Zaghloul became increasingly active in nationalist movements, and in 1919 he led an official Egyptian delegation to the Paris Peace Conference demanding that the United Kingdom formally recognise the independence and unity of Egypt and Sudan. Britain had occupied the country in 1882, and declared it a protectorate at the outbreak of the First World War. Though Egypt and Sudan had its own Sultan, parliament and armed forces, it had effectively been under British rule for the duration of the occupation.
The British in turn demanded that Zaghloul end his political agitation. When he refused, they exiled him to Malta, and later to the Seychelles. They had employed a similar tactic against Egyptian nationalist leader Ahmed Orabi in 1882, whom they exiled to Ceylon. At the time of Zaghloul's arrival in the Seychelles, a number of other prominent anti-imperialist leaders were also exiled there, including Mohamoud Ali Shire, the 26th Sultan of the Warsangali, with whom Zaghloul would soon develop a rapport. In order to avoid engendering anti-colonial sentiments, the colonial government imposed edicts which censored letters that exiled individuals sent to their family and compatriots back home. Zaghloul regularly found a way around these controls. He and other prominent exiles employed letter-writing as major non-violent political tools of communication, through which they were able to describe their time in exile beyond the Seychelles.

Political history

Zaghloul's absence caused disturbances in Egypt, ultimately leading to the Egyptian Revolution of 1919.
Upon his return from exile, Zaghloul led the Egyptian nationalist forces. The elections of 12 January 1924 gave the Wafd Party an overwhelming majority, and two weeks later, Zaghloul formed the first Wafdist government. As P. J. Vatikiotis writes in The History of Modern Egypt :
Following the assassination on 19 November 1924 of Sir Lee Stack, the Sirdar and Governor-General of the Sudan, and subsequent British demands which Zaghloul felt to be unacceptable, Zaghloul resigned. Yet he returned to active politics two years later and, though he never again held the Prime Ministry, he remained an extremely influential figure until his death in 1927.

Family

Zaghloul's wife, Safiya Khānūm, was the daughter of Mustafa Fahmi Pasha, the Egyptian cabinet minister and two-time Prime Minister of Egypt.
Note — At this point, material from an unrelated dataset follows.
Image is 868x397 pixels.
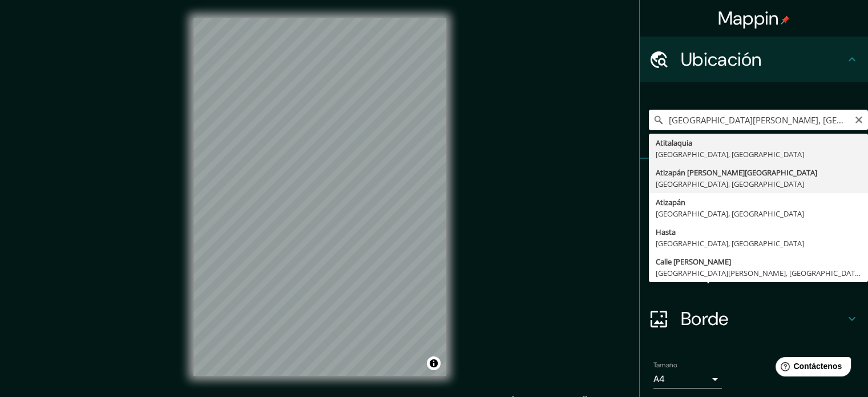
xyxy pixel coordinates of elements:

A feminist and revolutionary, she was also active in politics.
Zaghloul's brother, Ahmad Fathy Zaghlul was a lawyer and politician. He had several administrative and government posts, and at one point was Deputy Minister of Justice. In 1906 he was amongst the Egyptian judges at the summary trial for the Denshawai Incident.
He is buried with his wife in their Mausoleum Beit El-Umma in Cairo.

Timeline

Young years: Is educated at the Muslim University of Al-Azhar in Cairo, as well as at the Egyptian School of Law.
— Partakes in the establishment of Hizbu l-Ummah, which was a moderate group in a time when more and more Egyptians claimed to revive their independence from the British.
— Zaghloul returns to Egypt, and is welcomed as a national hero.
— Zaghloul experiences that not even he is able to stop demonstrations and riots among Egyptians.
— November: After that the British commander in chief over the Egyptian army is killed, Zaghloul is forced to leave office.